New home sales slowed to a seasonally adjusted annual rate (SAAR) of 673,000 in April, falling -6.9% from March’s 723,000 SAAR, but up +7.0% from the 629,000 SAAR for April 2018. The median home price rose to $342,200, up +8.0% from the previous year, and the supply of new homes increased from 5.6 months to 5.9 months, nearing the 6 month mark that indicates a balance between a buyer’s and a seller’s market. The South had 55% of the new homes for sale, and sales in that region fell by a 29,000 SAAR accounting for over half of the national drop, with additional drops for the West (28% share of homes, -17,000 SAAR) and Midwest (13% share of homes, -7,000 SAAR), while new home sales increased by +3,000 in the Northeast, which comprised only 4% of the market.
The IHS Markit Flash composite Purchasing Managers’ Index (PMI) output index for May fell from 53.0 to 50.9, which indicated the slowest expansion of business activity in 36 months. The services component of the composite index dropped from 53.0 to a 39 month low of 50.9, as service output prices fell for the first time since February 2016 due to intense competition and lowered inflation which limited input cost increases. The manufacturing component of the composite index fell from 52.7 to 50.8, a 116-month low, with new orders declining for the first time since August 2009. However, manufacturing output prices increased slightly despite an only weak rise in input costs that reflected competition from suppliers and the possibility of excess capacity developing.
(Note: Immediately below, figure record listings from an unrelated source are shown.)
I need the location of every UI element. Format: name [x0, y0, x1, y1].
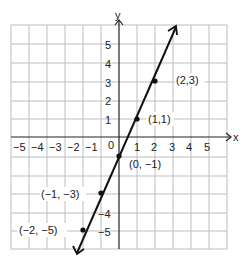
point-2-3 [152, 78, 157, 83]
point-label-0-neg1: (0, −1) [129, 158, 161, 170]
point-neg1-neg3 [98, 190, 103, 195]
y-tick: 2 [105, 95, 111, 107]
y-axis-label: y [115, 9, 121, 21]
y-tick: 3 [105, 77, 111, 89]
point-label-2-3: (2,3) [176, 74, 199, 86]
point-label-1-1: (1,1) [148, 113, 171, 125]
y-tick: 4 [105, 58, 111, 70]
x-tick: 3 [169, 141, 175, 153]
y-tick: −4 [98, 208, 111, 220]
x-tick: −3 [49, 141, 62, 153]
origin-label: 0 [108, 139, 114, 151]
x-tick: −4 [31, 141, 44, 153]
x-tick: 1 [134, 141, 140, 153]
point-label-neg2-neg5: (−2, −5) [19, 224, 58, 236]
line-y-2x-minus-1 [77, 27, 176, 253]
axes [11, 20, 231, 249]
y-tick: −5 [98, 226, 111, 238]
x-tick: −5 [13, 141, 26, 153]
point-neg2-neg5 [80, 227, 85, 232]
line-series [73, 26, 177, 254]
x-tick: 2 [151, 141, 157, 153]
point-0-neg1 [116, 153, 121, 158]
y-tick: 5 [105, 39, 111, 51]
y-tick: 1 [105, 114, 111, 126]
x-axis-label: x [233, 131, 239, 143]
x-tick: 5 [204, 141, 210, 153]
x-tick: 4 [186, 141, 192, 153]
point-label-neg1-neg3: (−1, −3) [41, 188, 80, 200]
x-tick: −2 [67, 141, 80, 153]
x-tick: −1 [85, 141, 98, 153]
coordinate-plane: x y 0 −5 −4 −3 −2 −1 1 2 3 4 5 5 4 3 2 1… [0, 0, 246, 263]
point-1-1 [134, 116, 139, 121]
Largely due to a -25.1% (-$3.07 billion) drop in new civilian aircraft orders, overall new orders for durable goods fell -2.01% (-$5.37 billion) to $248.4 billion in April. Removing the drag from transportation, which also included a -3.4% (-$2.1 billion) drop in motor vehicle orders, new durable goods orders were unchanged for the month at $163 billion. Orders for core capital goods, which exclude both defense and transportation and serve as a measure of business investment, fell -0.9% to $68.77 billion from a downwardly revised +0.3% gain in March, but remained +2.6% higher than in April 2018.